On March 29, 2004, more than a year after the battle of Nasiriyah, U.S. Central Command released its investigation of the alleged friendly-fire incident. The inquiry board, overseen by an Air Force brigadier general, blames the deaths on a poorly oriented Marine forward air controller who was located behind Charlie Company's position. The board pointed out that the A-10 pilots had been repeatedly "cleared hot" by the controller to engage what were thought to be Iraqi fedayeen. The investigation goes on to say that laboratory tests determined that no Marines were killed and that only one Marine was wounded by the Air Force jets, contentions that fly in the face of virtually every eyewitness account of the battle.

Another Marine forward air controller operating in the Nasiriyah area at the time of the incident argues that although the Marine blamed for authorizing the A-10 strikes was clearly in the wrong, the pilots still had a responsibility to visually confirm their targets before squeezing the trigger: "They made eight passes before finally breaking off their attack. They knew there were friendlies nearby. The pilots never confirmed what it was that they were shooting at." This officer, who controlled 42 airstrikes in the opening stages of the war, further asserted that given the atmospheric conditions -- it was daytime and there was no ground haze -- and the very low flight of the A-10s, the pilots had acted recklessly.

In response to those charges, a Central Command spokesman said that because of the reported threat of Iraqi ground fire, the A-10s had been loitering above Nasiriyah at high altitude and had descended into visual range only when they were cleared by the Marine forward air controller. According to Air Force regulations, pilots are not obligated to visually confirm their targets before engaging.

Other former military officers have criticized the Central Command report for failing to tackle possible technological solutions to the friendly-fire problem. In an article in the Houston Chronicle, Ralph Hayles, a former Apache attack helicopter pilot, said the investigation's findings missed the bigger picture. "Blaming a forward air controller on the ground doesn't address the problem of having no way for combat aircraft to identify who they are targeting on the ground," said Hayles, who mistakenly fired on U.S. troops during Operation Desert Storm, killing two.
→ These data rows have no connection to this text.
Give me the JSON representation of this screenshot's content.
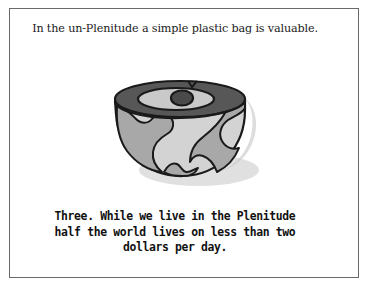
{
  "panel": {
    "background_color": "#ffffff",
    "frame_color": "#6a6a6a"
  },
  "caption_top": {
    "text": "In the un-Plenitude a simple plastic bag is valuable."
  },
  "caption_bottom": {
    "line1": "Three. While we live in the Plenitude",
    "line2": "half the world lives on less than two",
    "line3": "dollars per day."
  },
  "illustration": {
    "name": "sliced-globe",
    "description": "A globe with its top sliced flat, showing land masses in gray on a lighter sphere, with a dark polar cap ring and a small dark circle at the pole.",
    "colors": {
      "outline": "#1a1a1a",
      "ocean_light": "#d3d3d3",
      "land_gray": "#a8a8a8",
      "cap_dark": "#575757",
      "cap_inner": "#c9c9c9",
      "pole_dot": "#4a4a4a",
      "drop_shadow": "#bfbfbf"
    }
  }
}
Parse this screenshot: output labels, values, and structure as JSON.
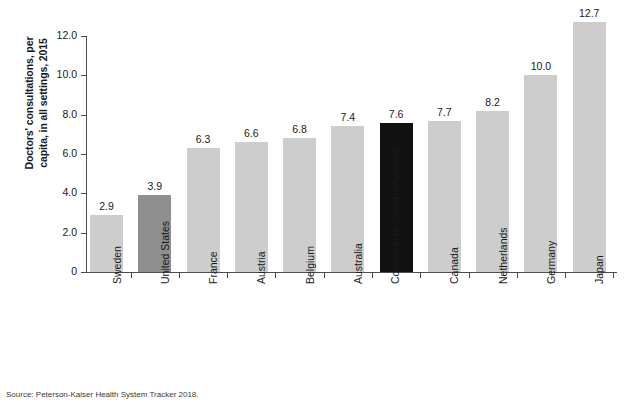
{
  "chart_data": {
    "type": "bar",
    "title": "",
    "xlabel": "",
    "ylabel": "Doctors' consultations, per capita, in all settings, 2015",
    "ylabel_lines": [
      "Doctors' consultations, per",
      "capita, in all settings, 2015"
    ],
    "ylim": [
      0,
      12
    ],
    "yticks": [
      "0",
      "2.0",
      "4.0",
      "6.0",
      "8.0",
      "10.0",
      "12.0"
    ],
    "ytick_values": [
      0,
      2,
      4,
      6,
      8,
      10,
      12
    ],
    "grid": false,
    "legend": "none",
    "categories": [
      "Sweden",
      "United States",
      "France",
      "Austria",
      "Belgium",
      "Australia",
      "Comparable Country Average",
      "Canada",
      "Netherlands",
      "Germany",
      "Japan"
    ],
    "category_lines": [
      [
        "Sweden"
      ],
      [
        "United States"
      ],
      [
        "France"
      ],
      [
        "Austria"
      ],
      [
        "Belgium"
      ],
      [
        "Australia"
      ],
      [
        "Comparable Country",
        "Average"
      ],
      [
        "Canada"
      ],
      [
        "Netherlands"
      ],
      [
        "Germany"
      ],
      [
        "Japan"
      ]
    ],
    "values": [
      2.9,
      3.9,
      6.3,
      6.6,
      6.8,
      7.4,
      7.6,
      7.7,
      8.2,
      10.0,
      12.7
    ],
    "value_labels": [
      "2.9",
      "3.9",
      "6.3",
      "6.6",
      "6.8",
      "7.4",
      "7.6",
      "7.7",
      "8.2",
      "10.0",
      "12.7"
    ],
    "bar_colors": [
      "#cdcdcd",
      "#8f8f8f",
      "#cdcdcd",
      "#cdcdcd",
      "#cdcdcd",
      "#cdcdcd",
      "#111111",
      "#cdcdcd",
      "#cdcdcd",
      "#cdcdcd",
      "#cdcdcd"
    ],
    "colors": {
      "default_bar": "#cdcdcd",
      "highlight_us": "#8f8f8f",
      "highlight_average": "#111111",
      "axis": "#4d4d4d",
      "text": "#1a1a1a",
      "background": "#ffffff"
    }
  },
  "source": {
    "text": "Source: Peterson-Kaiser Health System Tracker 2018."
  }
}
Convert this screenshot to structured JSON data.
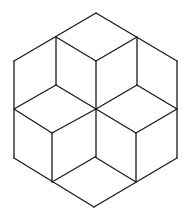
{
  "diagram": {
    "stroke_color": "#1a1a1a",
    "background": "#ffffff",
    "vertices": {
      "top": [
        96,
        13
      ],
      "upper_left_join": [
        56,
        37
      ],
      "upper_right_join": [
        137,
        37
      ],
      "left_top": [
        14,
        61
      ],
      "center_top": [
        96,
        61
      ],
      "right_top": [
        177,
        61
      ],
      "mid_left_join": [
        56,
        85
      ],
      "mid_right_join": [
        137,
        85
      ],
      "left_mid": [
        14,
        109
      ],
      "center": [
        96,
        109
      ],
      "right_mid": [
        177,
        109
      ],
      "lower_left_join": [
        52,
        133
      ],
      "lower_right_join": [
        136,
        133
      ],
      "left_bottom": [
        14,
        158
      ],
      "center_bottom": [
        95,
        157
      ],
      "right_bottom": [
        177,
        158
      ],
      "bottom_left_join": [
        52,
        182
      ],
      "bottom_right_join": [
        136,
        182
      ],
      "bottom": [
        94,
        207
      ]
    }
  }
}
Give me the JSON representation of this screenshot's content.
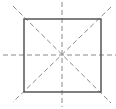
{
  "diagram": {
    "title": "Square with lines of symmetry",
    "shape": "square",
    "square": {
      "x": 24,
      "y": 19,
      "width": 77,
      "height": 73,
      "stroke": "#555555",
      "stroke_width": 1.5
    },
    "symmetry_lines": [
      {
        "name": "vertical",
        "x1": 62,
        "y1": 2,
        "x2": 62,
        "y2": 107
      },
      {
        "name": "horizontal",
        "x1": 3,
        "y1": 55,
        "x2": 116,
        "y2": 55
      },
      {
        "name": "diagonal-main",
        "x1": 13,
        "y1": 6,
        "x2": 111,
        "y2": 103
      },
      {
        "name": "diagonal-anti",
        "x1": 111,
        "y1": 7,
        "x2": 13,
        "y2": 102
      }
    ],
    "dash_color": "#8a8a8a",
    "dash_pattern": "5,3",
    "symmetry_line_count": 4
  }
}
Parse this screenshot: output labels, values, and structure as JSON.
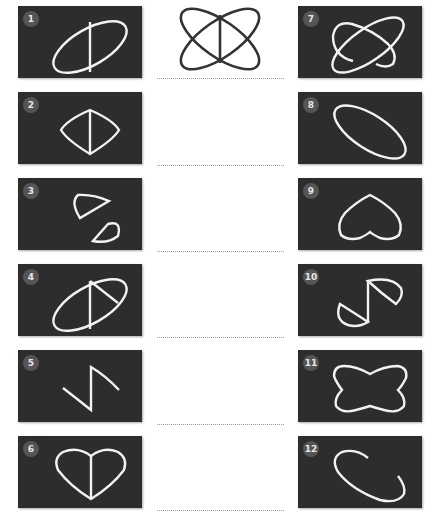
{
  "puzzle": {
    "target_figure": "overlapping-ellipses-with-vertical-line",
    "answer_lines": 6
  },
  "options": [
    {
      "number": "1",
      "shape": "ellipse-tilted-with-vertical-divider"
    },
    {
      "number": "2",
      "shape": "diamond-curved-with-vertical-divider"
    },
    {
      "number": "3",
      "shape": "two-half-ellipse-pieces"
    },
    {
      "number": "4",
      "shape": "ellipse-tilted-with-vertical-and-diagonal-divider"
    },
    {
      "number": "5",
      "shape": "zigzag-curve"
    },
    {
      "number": "6",
      "shape": "heart-with-vertical-divider"
    },
    {
      "number": "7",
      "shape": "two-overlapping-ellipses"
    },
    {
      "number": "8",
      "shape": "ellipse-tilted-down"
    },
    {
      "number": "9",
      "shape": "heart-inverted"
    },
    {
      "number": "10",
      "shape": "s-shape-half-pieces"
    },
    {
      "number": "11",
      "shape": "four-lobed-outline"
    },
    {
      "number": "12",
      "shape": "open-ellipse-arc"
    }
  ],
  "colors": {
    "panel_bg": "#2d2d2d",
    "stroke": "#f2f2f2",
    "target_stroke": "#333333",
    "badge_bg": "#555555"
  }
}
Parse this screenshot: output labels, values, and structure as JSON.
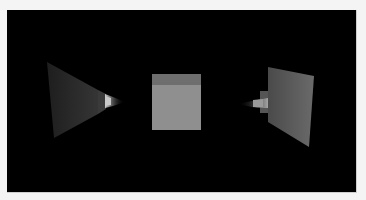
{
  "scene": {
    "background_color": "#000000",
    "objects": [
      {
        "name": "left-frustum",
        "type": "pyramid",
        "base_color": "#2a2a2a",
        "tip_color": "#bdbdbd"
      },
      {
        "name": "center-cube",
        "type": "cube",
        "front_color": "#8f8f8f",
        "top_color": "#6e6e6e"
      },
      {
        "name": "right-frustum",
        "type": "pyramid",
        "base_color": "#5f5f5f",
        "tip_color": "#9a9a9a"
      }
    ]
  }
}
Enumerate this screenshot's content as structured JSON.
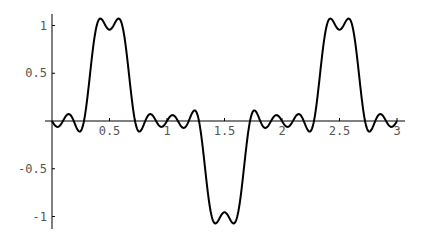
{
  "chart_data": {
    "type": "line",
    "title": "",
    "xlabel": "",
    "ylabel": "",
    "xlim": [
      0,
      3
    ],
    "ylim": [
      -1.1,
      1.1
    ],
    "grid": false,
    "legend": null,
    "x_ticks": [
      0.5,
      1,
      1.5,
      2,
      2.5,
      3
    ],
    "x_tick_labels": [
      "0.5",
      "1",
      "1.5",
      "2",
      "2.5",
      "3"
    ],
    "y_ticks": [
      1,
      0.5,
      -0.5,
      -1
    ],
    "y_tick_labels": [
      "1",
      "0.5",
      "-0.5",
      "-1"
    ],
    "series": [
      {
        "name": "fourier-partial-sum",
        "color": "#000000",
        "harmonics": 9,
        "x": [
          0,
          0.1,
          0.2,
          0.3,
          0.4,
          0.45,
          0.5,
          0.55,
          0.6,
          0.7,
          0.8,
          0.9,
          1.0,
          1.1,
          1.2,
          1.3,
          1.4,
          1.45,
          1.5,
          1.55,
          1.6,
          1.7,
          1.8,
          1.9,
          2.0,
          2.1,
          2.2,
          2.3,
          2.4,
          2.45,
          2.5,
          2.55,
          2.6,
          2.7,
          2.8,
          2.9,
          3.0
        ],
        "y": [
          0,
          -0.05,
          0.05,
          0.45,
          1.05,
          1.08,
          0.97,
          1.08,
          1.05,
          0.45,
          0.05,
          -0.05,
          0,
          0.05,
          -0.05,
          -0.45,
          -1.05,
          -1.08,
          -0.97,
          -1.08,
          -1.05,
          -0.45,
          -0.05,
          0.05,
          0,
          -0.05,
          0.05,
          0.45,
          1.05,
          1.08,
          0.97,
          1.08,
          1.05,
          0.45,
          0.05,
          -0.05,
          0
        ]
      }
    ]
  }
}
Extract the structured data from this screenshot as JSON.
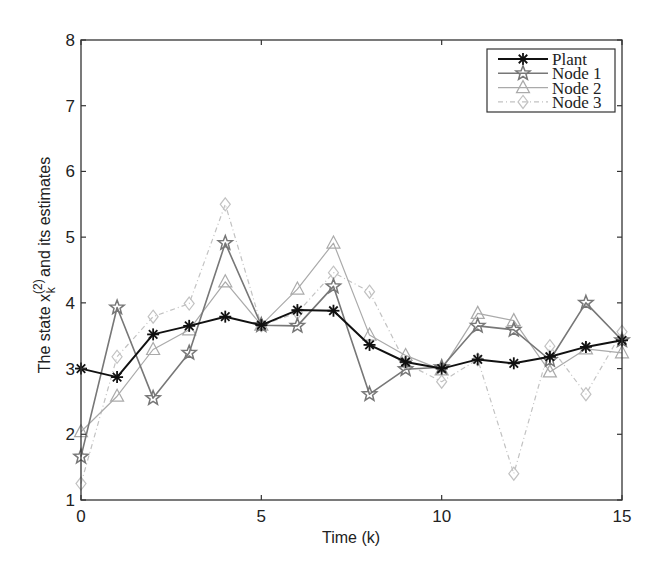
{
  "chart_data": {
    "type": "line",
    "title": "",
    "xlabel": "Time (k)",
    "ylabel": "The state x_k^(2) and its estimates",
    "ylabel_parts": {
      "prefix": "The state  x",
      "sup": "(2)",
      "sub": "k",
      "suffix": " and its estimates"
    },
    "xlim": [
      0,
      15
    ],
    "ylim": [
      1,
      8
    ],
    "xticks": [
      0,
      5,
      10,
      15
    ],
    "yticks": [
      1,
      2,
      3,
      4,
      5,
      6,
      7,
      8
    ],
    "grid": false,
    "legend_position": "upper right",
    "x": [
      0,
      1,
      2,
      3,
      4,
      5,
      6,
      7,
      8,
      9,
      10,
      11,
      12,
      13,
      14,
      15
    ],
    "series": [
      {
        "name": "Plant",
        "marker": "asterisk",
        "color": "#111111",
        "dash": "",
        "width": 2.0,
        "values": [
          3.0,
          2.87,
          3.52,
          3.65,
          3.79,
          3.66,
          3.89,
          3.88,
          3.36,
          3.1,
          3.0,
          3.14,
          3.08,
          3.18,
          3.33,
          3.43
        ]
      },
      {
        "name": "Node 1",
        "marker": "star",
        "color": "#777777",
        "dash": "",
        "width": 1.6,
        "values": [
          1.66,
          3.93,
          2.55,
          3.24,
          4.91,
          3.66,
          3.65,
          4.25,
          2.61,
          2.99,
          3.02,
          3.65,
          3.59,
          3.13,
          4.0,
          3.43
        ]
      },
      {
        "name": "Node 2",
        "marker": "triangle",
        "color": "#aaaaaa",
        "dash": "",
        "width": 1.2,
        "values": [
          2.04,
          2.58,
          3.29,
          3.59,
          4.32,
          3.66,
          4.21,
          4.91,
          3.51,
          3.2,
          2.98,
          3.84,
          3.73,
          2.95,
          3.3,
          3.24
        ]
      },
      {
        "name": "Node 3",
        "marker": "diamond",
        "color": "#c2c2c2",
        "dash": "5,3,1,3",
        "width": 1.2,
        "values": [
          1.25,
          3.18,
          3.79,
          3.99,
          5.5,
          3.66,
          3.85,
          4.46,
          4.17,
          3.08,
          2.8,
          3.14,
          1.4,
          3.34,
          2.61,
          3.56
        ]
      }
    ]
  },
  "layout": {
    "plot": {
      "left": 81,
      "top": 40,
      "right": 622,
      "bottom": 500
    },
    "legend": {
      "x": 487,
      "y": 49,
      "w": 128,
      "h": 63
    }
  }
}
After the 1991 war, the Pentagon promised that it would make anti-fratricide technologies a high priority. Nevertheless, after spending $180 million over the course of the next decade, no anti-fratricide system was ever fielded.

For the survivors, friendly fire remains a difficult issue to process emotionally. One widow of a Marine killed by friendly fire during the Gulf War told this writer that she often feels like a second-class citizen among other surviving families, as if her loss were somehow less real and devastating than those whose loved ones had died at the hands of the enemy. Their deaths are treated by many as an embarrassment, a grim asterisk, something not easily fathomed and thus to be looked past. Fratricide occupies a strange place in the horrific panoply of war because it not only snuffs out the precious flicker of life but also creates a villain where before there was a comrade. War reduces us all with its grim report on the human condition: soldier, civilian observer, correspondent, all must cope with war's soul-crushing revelations, fratricide being but one element of the plague. Nevertheless, friendly fire remains, in a sense, the perfect metaphor for the evil of war as a whole: We are, in essence, killing ourselves.